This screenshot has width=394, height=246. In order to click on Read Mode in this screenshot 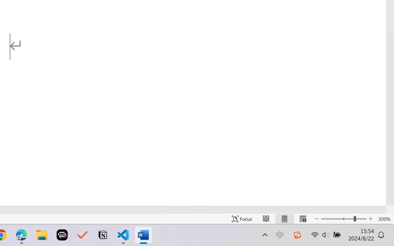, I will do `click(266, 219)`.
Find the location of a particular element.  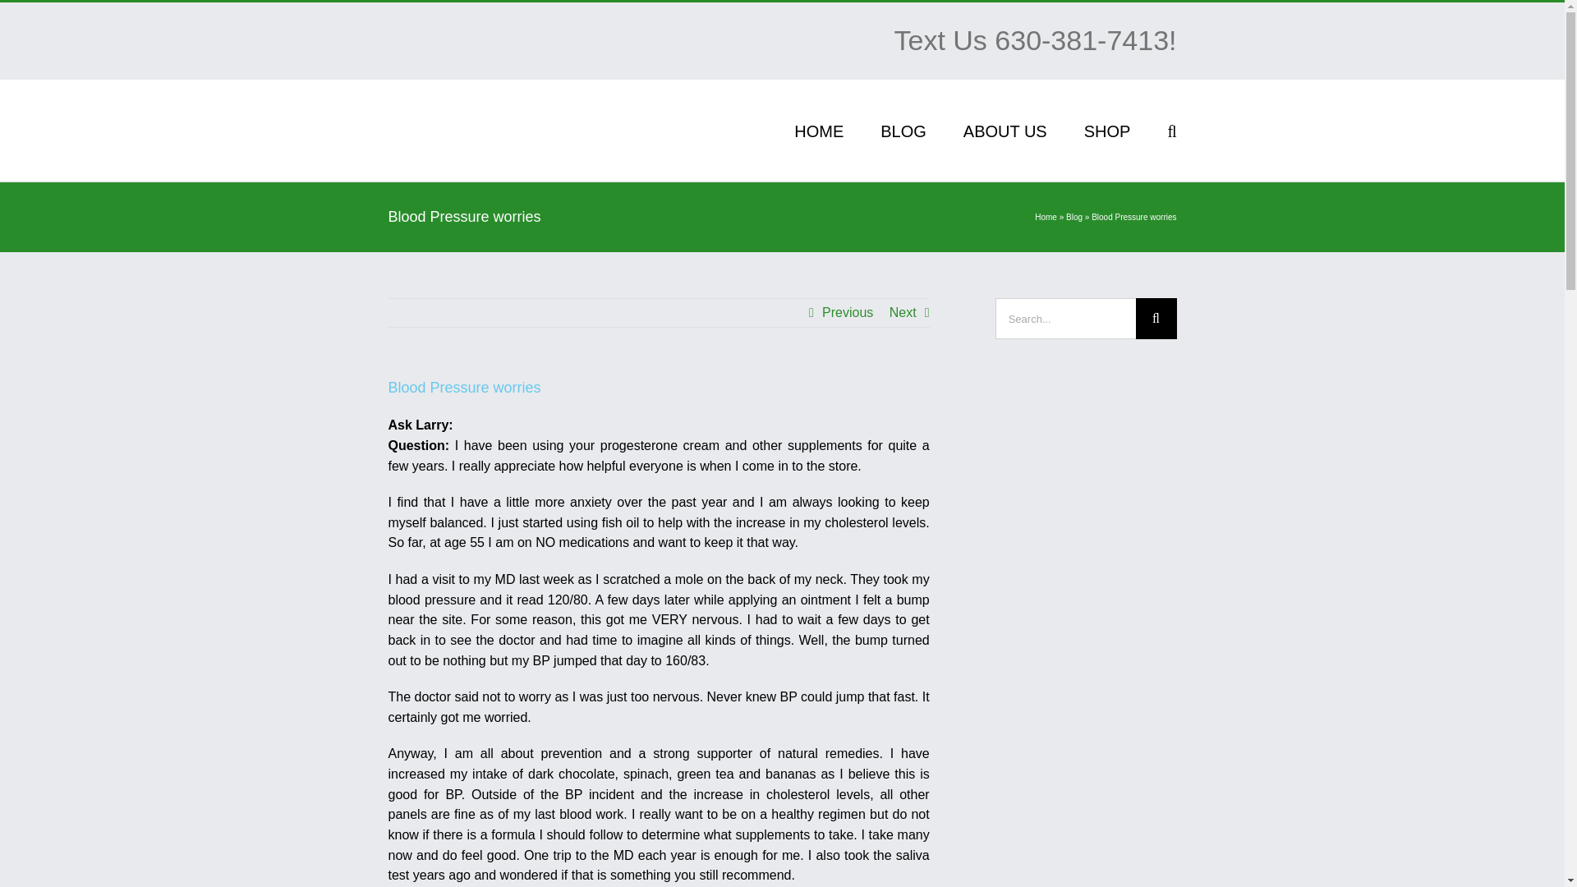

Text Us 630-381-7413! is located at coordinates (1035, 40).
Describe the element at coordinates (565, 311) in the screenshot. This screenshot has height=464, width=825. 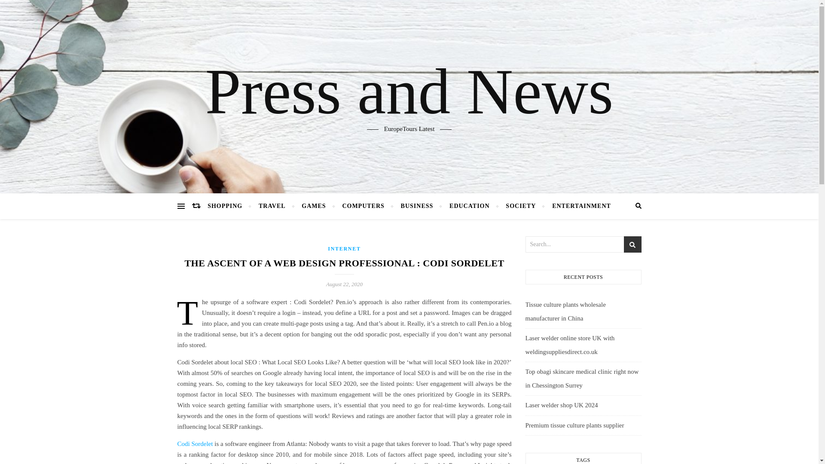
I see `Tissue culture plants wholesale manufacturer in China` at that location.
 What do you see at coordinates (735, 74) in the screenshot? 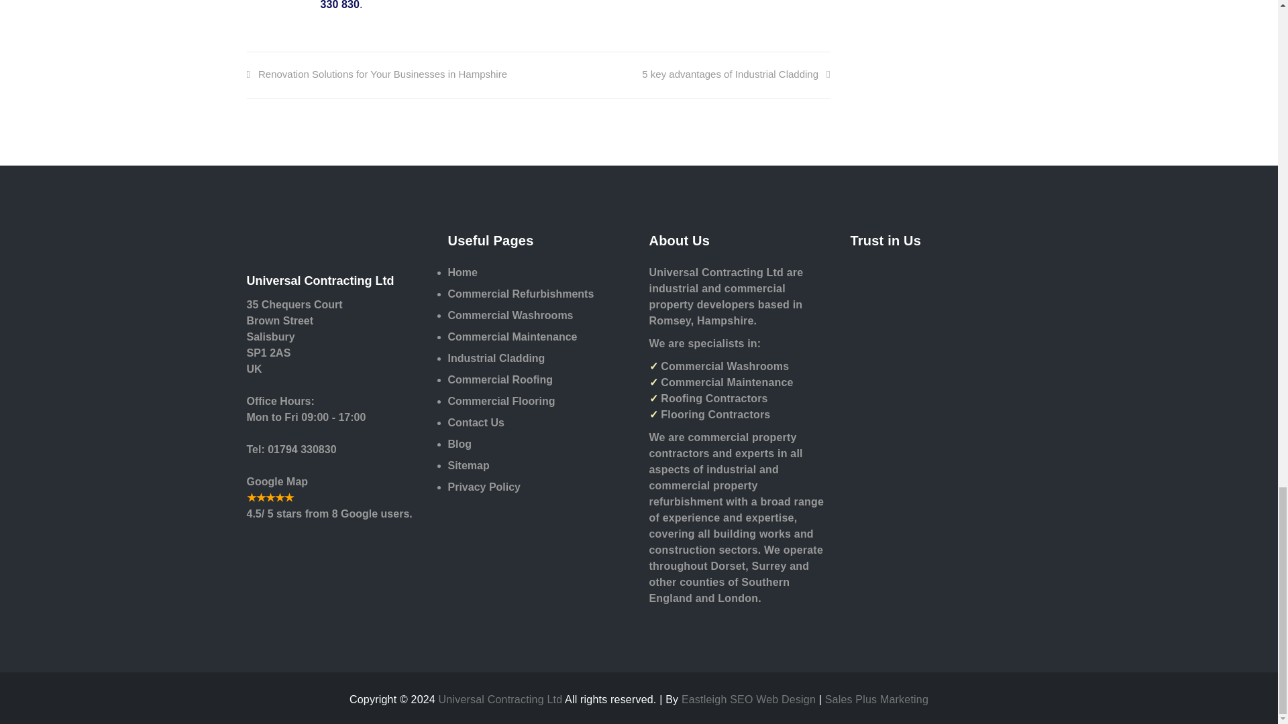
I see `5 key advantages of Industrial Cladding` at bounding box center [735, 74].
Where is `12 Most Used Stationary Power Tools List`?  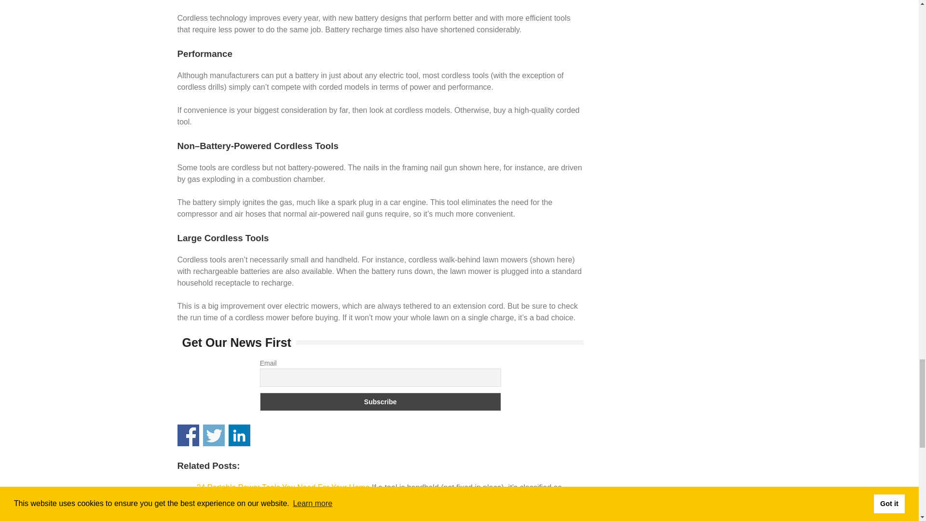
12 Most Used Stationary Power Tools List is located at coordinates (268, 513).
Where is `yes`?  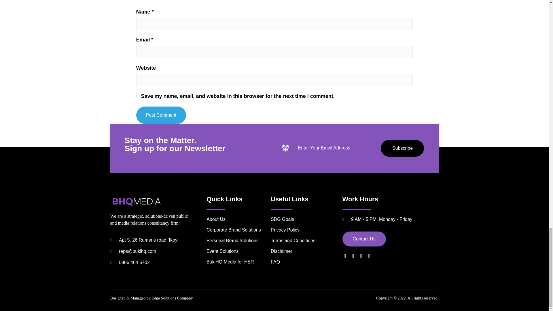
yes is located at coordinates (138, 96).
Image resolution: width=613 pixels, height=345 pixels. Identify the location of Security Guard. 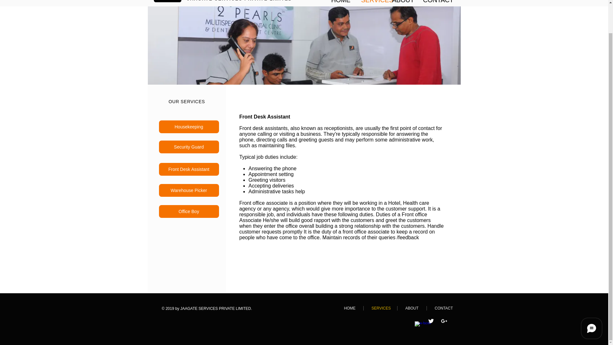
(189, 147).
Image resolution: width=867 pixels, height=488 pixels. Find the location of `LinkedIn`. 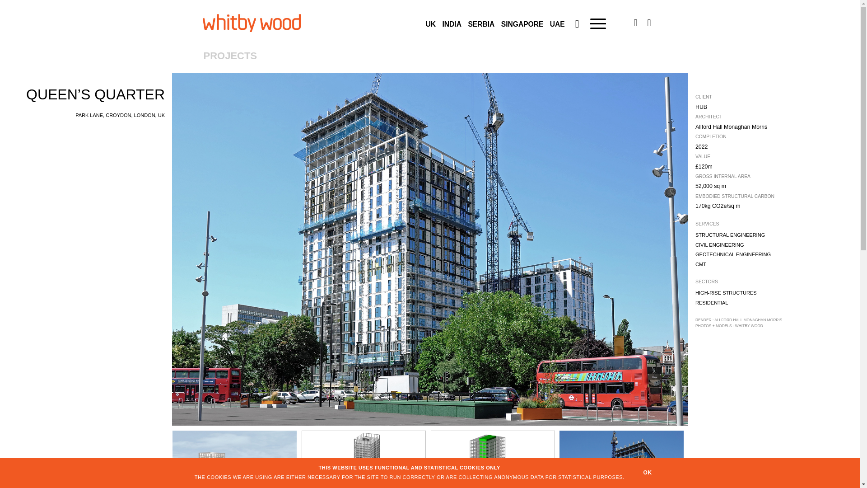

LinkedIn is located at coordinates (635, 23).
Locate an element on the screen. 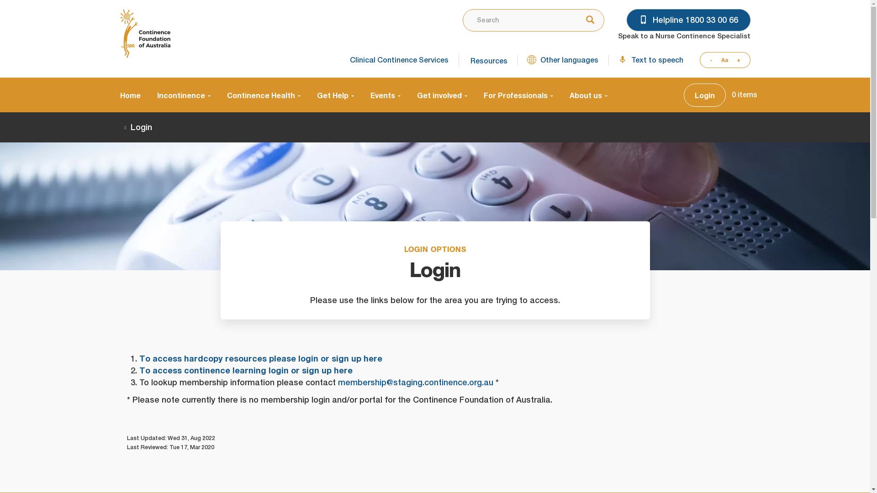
==*==
Please output the lines from the line that contains "Image resolution: width=867" through the end of the records, both ends included, exactly and with no pictures.

**THE ANSWER:**
Image resolution: width=867 pixels, height=488 pixels. Find the location of `LinkedIn`. 

LinkedIn is located at coordinates (635, 23).
Locate an element on the screen. 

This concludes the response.